Book News Roundup: Americans are crazy about audio books

  • Brendan Kiley at the Seattle Times writes about a new report from the city that offers "30 ideas — some already in play — to shelter artists and communities of color from rapid development and skyrocketing rents." You can read a PDF of the report right here. If you're an artist or a lover of the arts who is concerned about livability in Seattle — in other words, if you're reading this site right now — it is your civic duty to read this report.

  • Remember earlier this week, when I told you that media was ramping up for the release of Sherman Alexie's memoir, You Don't Have to Say You Love Me? Well, here's a book trailer, featuring a poem from the book:

Melville House has announced it is giving away free ebooks of its edition of the Senate Intelligence Committee Report on Torture after reports that the Republican head of the Senate Intelligence Committee was trying to suppress the still-classified sections of the report that were in circulation amongst other Federal agencies.
Framing the library’s focus as “restarting civilization” may seem apocalyptic or predictive on its face, but that is not the intention. Rather, the hope is to create a curatorial principle that inspires valuable conversation that reframes how we think about where civilization has come so far, where it might go in the future, and what tools are necessary to get it there.
  • When he was in town recently, Neil Gaiman talked about an audio book editor who announced, in the early 2000s, that she was quitting the business. Gaiman asked why she was leaving when she was so good at her job, and she replied that CDs were going away, and without CD players in cars, there was no future in audio books. I've got bad news for that person: she was dead wrong. According to the Audio Publishers Association, Americans bought more than two billion dollars' worth of audio books last year, which is an increase of nearly 20 percent over the year before. Almost one in four Americans successfully listened to at least one audio book last year. I wrote about my recent conversion to audio books a couple months ago.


Check every line of the material below for the string "panel", and return the ones that have it.

[[ Task inputs open ]]

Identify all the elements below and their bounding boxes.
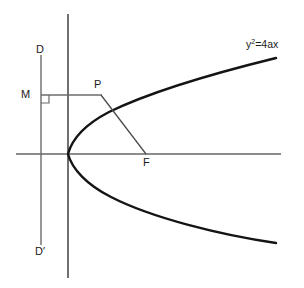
label-point-p: P — [94, 79, 101, 90]
label-directrix-top: D — [36, 44, 44, 55]
label-equation: y2=4ax — [246, 39, 278, 50]
segment-p-to-f — [101, 95, 146, 154]
label-focus-f: F — [143, 157, 150, 168]
right-angle-marker-icon — [41, 95, 49, 103]
label-directrix-bottom: D′ — [35, 246, 45, 257]
parabola-figure: D D′ M P F y2=4ax — [0, 0, 304, 288]
equation-rest: =4ax — [255, 38, 278, 50]
label-point-m: M — [21, 89, 30, 100]
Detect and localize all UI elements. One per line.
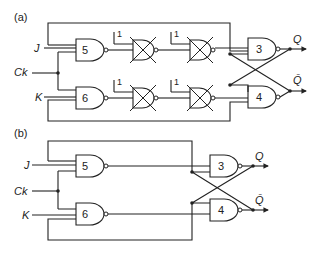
svg-text:1: 1 [174,77,179,87]
input-j-label-b: J [23,159,30,171]
nand-gate-5-b [76,155,104,177]
nand-gate-6 [76,87,104,109]
panel-a: (a) J Ck K 5 6 1 [14,11,306,121]
svg-text:6: 6 [82,208,88,220]
input-ck-label: Ck [14,66,28,78]
output-qbar-label-b: Q̄ [255,194,264,206]
svg-text:3: 3 [218,160,224,172]
output-qbar-label-a: Q̄ [293,74,302,86]
gate5-bubble [104,48,108,52]
output-q-label-a: Q [293,33,302,45]
input-ck-label-b: Ck [14,185,28,197]
panel-b-label: (b) [14,127,27,139]
svg-text:4: 4 [256,91,262,103]
crossed-gate-2: 1 [158,29,248,63]
crossed-gate-3: 1 [108,77,158,111]
svg-text:6: 6 [82,92,88,104]
input-k-label-b: K [22,209,30,221]
output-q-label-b: Q [255,150,264,162]
svg-text:1: 1 [117,29,122,39]
nand-gate-6-b [76,203,104,225]
nand-gate-5 [76,39,104,61]
svg-text:4: 4 [218,204,224,216]
svg-text:1: 1 [117,77,122,87]
input-k-label: K [35,91,43,103]
panel-b: (b) J Ck K 5 6 3 4 Q Q̄ [14,127,268,240]
svg-text:5: 5 [82,44,88,56]
svg-text:1: 1 [174,29,179,39]
ck-junction-dot [56,71,60,75]
svg-text:5: 5 [82,160,88,172]
gate6-bubble [104,96,108,100]
circuit-diagram: (a) J Ck K 5 6 1 [0,0,318,253]
input-j-label: J [33,42,40,54]
panel-a-label: (a) [14,11,27,23]
svg-text:3: 3 [256,43,262,55]
crossed-gate-1: 1 [108,29,158,63]
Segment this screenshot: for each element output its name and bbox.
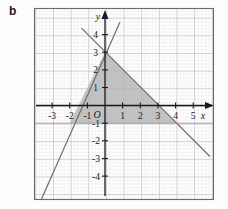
y-tick-label: -2 <box>92 136 100 146</box>
x-tick-label: -2 <box>66 111 74 121</box>
y-tick-label: -3 <box>92 154 100 164</box>
y-tick-label: 2 <box>93 65 98 75</box>
figure-panel: b <box>0 0 228 209</box>
x-tick-label: 2 <box>138 111 143 121</box>
origin-label: O <box>93 109 100 120</box>
x-tick-label: 1 <box>120 111 125 121</box>
x-tick-label: -1 <box>83 111 91 121</box>
x-axis-label: x <box>200 110 206 121</box>
y-tick-label: 3 <box>93 48 98 58</box>
y-axis-label: y <box>95 11 101 22</box>
y-tick-label: -1 <box>92 119 100 129</box>
x-tick-label: 3 <box>156 111 161 121</box>
y-tick-label: 1 <box>93 83 98 93</box>
x-tick-label: 4 <box>173 111 178 121</box>
coordinate-plot: -3 -2 -1 1 2 3 4 5 4 3 2 1 -1 -2 -3 -4 O… <box>0 0 228 209</box>
x-tick-label: -3 <box>48 111 56 121</box>
x-tick-label: 5 <box>191 111 196 121</box>
y-tick-label: -4 <box>92 172 100 182</box>
y-tick-label: 4 <box>93 30 98 40</box>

[[ Task inputs closed ]]

▶ [Reply]
panel-a: (a) J Ck K 5 6 1 [14,11,306,121]
panel-b-label: (b) [14,127,27,139]
panel-b: (b) J Ck K 5 6 3 4 Q Q̄ [14,127,268,240]
panel-a-label: (a) [14,11,27,23]
figure-panel: b <box>0 0 228 209</box>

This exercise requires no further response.